Jordon laughed, it did sound dumb. "My name's Jordon."
She cocked her head at him and set down the chip she'd been about to dunk into the pot of mild salsa. She left the spicy stuff for him, which suited Jordon just fine. He was quickly finding out he liked more than his salsa spicy.
"That's a great name. If it were mine, I wouldn't be shy about using it." She said, saying his name aloud, letting it roll off her tongue like a caress.
"Jordon. I like it. Does it have any significance beyond the fact that it sounds great and it seems to suit you?"
"It does. Have significance I mean. At least it does for me." And I'd like to hear you say it again. Naked.
Reed grinned, obviously oblivious to what he was imagining, and bowed her head dramatically toward him. "Care to enlighten me o' secretive one?"
She was cute when she flirted, Jordon thought, reaching across the table to slowly trail one finger the length of her beer bottle. Watching as the pulse beating at the hollow of her throat became more erratic. His gaze captured her startled eyes, watching closely as they bled from soft blue-gray to black. Her lips parted and those soft eyes flared as Jordon dropped his gaze to her mouth.

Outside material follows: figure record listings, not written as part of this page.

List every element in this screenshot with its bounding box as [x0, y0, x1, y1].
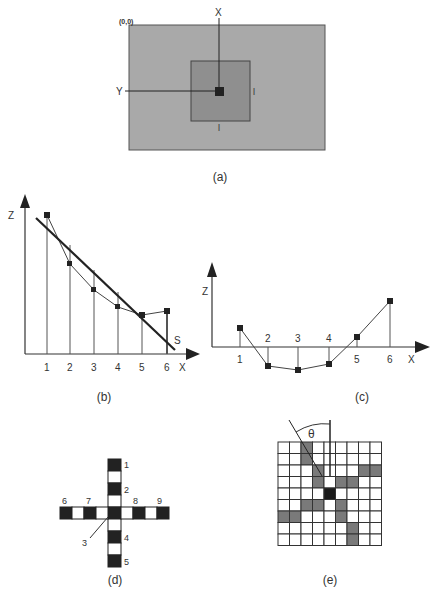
svg-text:5: 5 — [354, 354, 360, 365]
x-label: X — [408, 354, 415, 365]
grid-cell — [324, 523, 336, 535]
y-label: Y — [116, 86, 123, 97]
svg-text:2: 2 — [124, 485, 129, 495]
caption-b: (b) — [84, 390, 124, 404]
verticals — [240, 301, 390, 370]
grid-cell — [278, 534, 290, 546]
grid-cell — [301, 511, 313, 523]
grid-cell — [347, 500, 359, 512]
s-label: S — [174, 335, 181, 346]
x-label: X — [215, 7, 222, 18]
cross-cells — [60, 459, 169, 567]
z-label: Z — [202, 286, 208, 297]
svg-text:2: 2 — [265, 333, 271, 344]
grid-cell — [370, 454, 382, 466]
x-arrow-icon — [186, 348, 200, 360]
svg-text:3: 3 — [91, 362, 97, 373]
grid-cell — [336, 477, 348, 489]
z-arrow-icon — [20, 194, 30, 208]
svg-text:6: 6 — [62, 496, 67, 506]
grid-cell — [278, 500, 290, 512]
grid-cell — [370, 523, 382, 535]
svg-text:8: 8 — [133, 496, 138, 506]
grid-cell — [336, 523, 348, 535]
svg-text:4: 4 — [115, 362, 121, 373]
grid-cell — [336, 454, 348, 466]
svg-text:2: 2 — [67, 362, 73, 373]
residual-points — [237, 298, 393, 373]
grid-cell — [359, 523, 371, 535]
grid-cell — [347, 511, 359, 523]
grid-cell — [290, 465, 302, 477]
caption-d: (d) — [95, 573, 135, 587]
grid-cell — [290, 534, 302, 546]
grid-cell — [301, 454, 313, 466]
grid-cell — [278, 511, 290, 523]
grid-cell — [301, 523, 313, 535]
leader-line-3 — [90, 517, 108, 538]
grid-cell — [324, 511, 336, 523]
grid-cell — [336, 488, 348, 500]
grid-cell — [313, 500, 325, 512]
fit-line-s — [36, 218, 175, 350]
grid-cell — [336, 534, 348, 546]
grid-cell — [336, 500, 348, 512]
side-label-right: l — [253, 87, 255, 97]
grid-cell — [290, 500, 302, 512]
grid-cell — [347, 442, 359, 454]
svg-text:4: 4 — [326, 333, 332, 344]
grid-cell — [336, 511, 348, 523]
grid-cell — [278, 442, 290, 454]
panel-c: Z X 1 2 3 4 5 6 — [200, 250, 446, 390]
grid-cell — [301, 534, 313, 546]
grid-cell — [359, 442, 371, 454]
grid-cell — [290, 477, 302, 489]
grid-cell — [278, 454, 290, 466]
grid-cell — [324, 488, 336, 500]
grid-cell — [313, 465, 325, 477]
grid-cell — [301, 465, 313, 477]
grid-cell — [324, 500, 336, 512]
grid-cell — [290, 488, 302, 500]
x-arrow-icon — [415, 341, 430, 353]
grid-cell — [290, 454, 302, 466]
grid-cell — [370, 465, 382, 477]
origin-label: (0,0) — [119, 18, 133, 26]
profile-line — [47, 215, 167, 315]
grid-cell — [336, 465, 348, 477]
caption-c: (c) — [342, 390, 382, 404]
residual-line — [240, 301, 390, 370]
side-label-bottom: l — [218, 123, 220, 133]
grid-cell — [370, 500, 382, 512]
grid-cell — [359, 454, 371, 466]
grid-cell — [347, 534, 359, 546]
svg-text:1: 1 — [124, 460, 129, 470]
grid-cell — [347, 488, 359, 500]
grid-cell — [278, 523, 290, 535]
z-label: Z — [8, 210, 14, 221]
grid-cell — [359, 465, 371, 477]
grid-cell — [301, 488, 313, 500]
grid-cell — [313, 488, 325, 500]
grid-cell — [370, 477, 382, 489]
center-pixel — [215, 87, 224, 96]
grid-cell — [324, 477, 336, 489]
x-label: X — [179, 362, 186, 373]
grid-cell — [370, 488, 382, 500]
z-arrow-icon — [207, 262, 217, 277]
caption-a: (a) — [200, 170, 240, 184]
grid-cell — [347, 465, 359, 477]
grid-cell — [313, 534, 325, 546]
grid-cell — [290, 523, 302, 535]
caption-e: (e) — [310, 573, 350, 587]
grid-cell — [278, 477, 290, 489]
panel-b: S Z X 1 2 3 4 5 6 — [0, 190, 210, 390]
grid-cell — [301, 477, 313, 489]
svg-text:5: 5 — [139, 362, 145, 373]
svg-text:5: 5 — [124, 557, 129, 567]
grid-cell — [336, 442, 348, 454]
tick-labels: 1 2 3 4 5 6 — [237, 333, 393, 365]
grid-cell — [324, 534, 336, 546]
panel-e: θ — [260, 420, 410, 555]
grid-cell — [359, 500, 371, 512]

Jordon rubbed his dampened finger lightly over her exposed collar bone. So fragile. So feminine. He wanted to bury his face there. He wanted to inhale deeply and lick her skin where it moved with her heartbeat. He wanted to sink into her more than he wanted any woman in a very long time. Her eyes closed at his touch, and a tiny sound she couldn't stifle escaped her slightly parted lips. Not quite a moan, but close enough to give him hope for something more.

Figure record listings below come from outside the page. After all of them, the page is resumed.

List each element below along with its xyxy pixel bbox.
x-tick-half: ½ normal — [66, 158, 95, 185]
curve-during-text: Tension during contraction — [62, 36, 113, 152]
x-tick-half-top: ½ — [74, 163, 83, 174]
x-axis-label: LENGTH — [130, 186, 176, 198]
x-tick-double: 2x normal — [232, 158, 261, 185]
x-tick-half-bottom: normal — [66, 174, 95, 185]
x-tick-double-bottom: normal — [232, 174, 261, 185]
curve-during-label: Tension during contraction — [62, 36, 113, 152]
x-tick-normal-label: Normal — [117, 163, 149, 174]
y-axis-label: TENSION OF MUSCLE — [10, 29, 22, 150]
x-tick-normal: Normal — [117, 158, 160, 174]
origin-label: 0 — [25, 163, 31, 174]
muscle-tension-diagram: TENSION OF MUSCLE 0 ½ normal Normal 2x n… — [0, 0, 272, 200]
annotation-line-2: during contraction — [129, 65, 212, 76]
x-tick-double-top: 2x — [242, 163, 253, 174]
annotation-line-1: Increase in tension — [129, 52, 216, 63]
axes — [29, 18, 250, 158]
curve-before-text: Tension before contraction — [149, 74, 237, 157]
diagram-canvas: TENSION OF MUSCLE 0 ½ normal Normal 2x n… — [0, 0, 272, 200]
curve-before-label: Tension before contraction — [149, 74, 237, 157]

Jordon pulled back and waited for her to open those glorious eyes before he licked the remaining moisture from his finger, tasting the salt from her skin. She flushed beautifully from her chest to her temples.
"Give me a kiss and I'll tell you." He said.
"Do you bargain for everything?"
Absolutely.
Her voice deepened, and Jordon knew he was getting to her. Reed wanted him to touch her, but instead of giving in, she kept asking questions. Interesting. He wasn't dealing with a woman who wanted him for his money or his body. Not solely, anyway. She seemed to be interested in who he was underneath all of that.
"If you won't kiss me, yet, come closer. Let me see if your skin smells as good as it tastes."